The BRICS development bank, informally known, as the New Development Bank is a multilateral development bank that will fund development projects and foster economic growth in the BRICS (Brazil, Russian India, China and South Africa) countries that are the newly industrialized economics.

The bank attempts to foster sustainable development by mobilizing resources for infrastructure, supporting public as well as private projects primarily through loans, guarantees and equity participation. Moreover, it will also collaborate with international organizations and other financial entities in order to provide technical assistance for development projects. This bank somewhat poses as a threat to the US dominated funding institutions such as the World Bank and International Monetary Fund because the BRICS economies together make up 41.4% of the total world population and account for 25% of the global GDP.

Institutional Structure

The headquarters is in China and K.V. Kamath, an Indian has been appointed as the president. The inaugural Chairman of the Board of directors will be Brazilian and the inaugural chairman of the Board of Governors, Russian.

Capital Source

The initial startup capital is US$ 50 billion where each member contributed $10 billion for the total to sum up to US$ 50 billion; however, this reserve will be built up to be US $100 billion. The fund consists of $10 billion of "paid in capital" and $40 billion to be "paid upon request". Out of the total capital of $100 billion, China will contribute $41 billion, Brazil, Russia and India will contribute $18 billion and South Africa will give $5 billion. NDB is scheduled to start lending in 2016.

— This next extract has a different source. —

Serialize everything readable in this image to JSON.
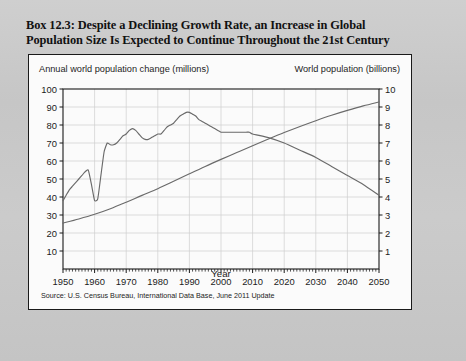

Each member cannot increase its share of capital without the consent of other four members and the capital share cannot fall below 55% when new members are allowed to join. The bank with authorized lending up to $34 billion annually for the development projects. Lastly, each participant country will be assigned one vote and none of the countries will be able to practice veto power. The bank has also invested in a Contingent Reserve Arrangement that will serve as a provision of support through liquidity and precautionary instruments in the case of global liquidity or balance of payments pressures.

Transparency

The bank promises full transparency regarding its proceedings that can be validated by the fact that the bank will publish an annual report on the reviewed statements of accounts and it will also transmit a summary of financial position to its members quarterly. Further, there will be published reports available related to the Bank's purpose and functions. The bank has yet to elaborate on its own rules of procedure and specific regarding access to its documents. It will apply sound banking principles to its operation such as it will not finance any activity to a member if that member objects to the given financing, the bank will not allocate disproportionate amount of its resources to be used for benefit of any member and it will maintain diversification in all of its investments and any loan, investment, or other types of financing undertaken in the ordinary operations of the Bank will be only used for procurement in member countries of goods and service produced in member countries (except in any case in which the Board of Directors determines to permit procurement in a non-member country of goods and services produced in a non-member country in special circumstances making such procurement appropriate).

Environment

The NDB identifies environment sustainability as a crucial factor to consider when it comes to carrying out investments for infrastructural growth and guarantees climate resilience. The bank will consider projects revolving around reducing the environmental impacts of existing infrastructure, modifying existing infrastructure to changing climate and designing new infrastructure to promote environmentally sustainable lifestyles such as the use of renewable energy.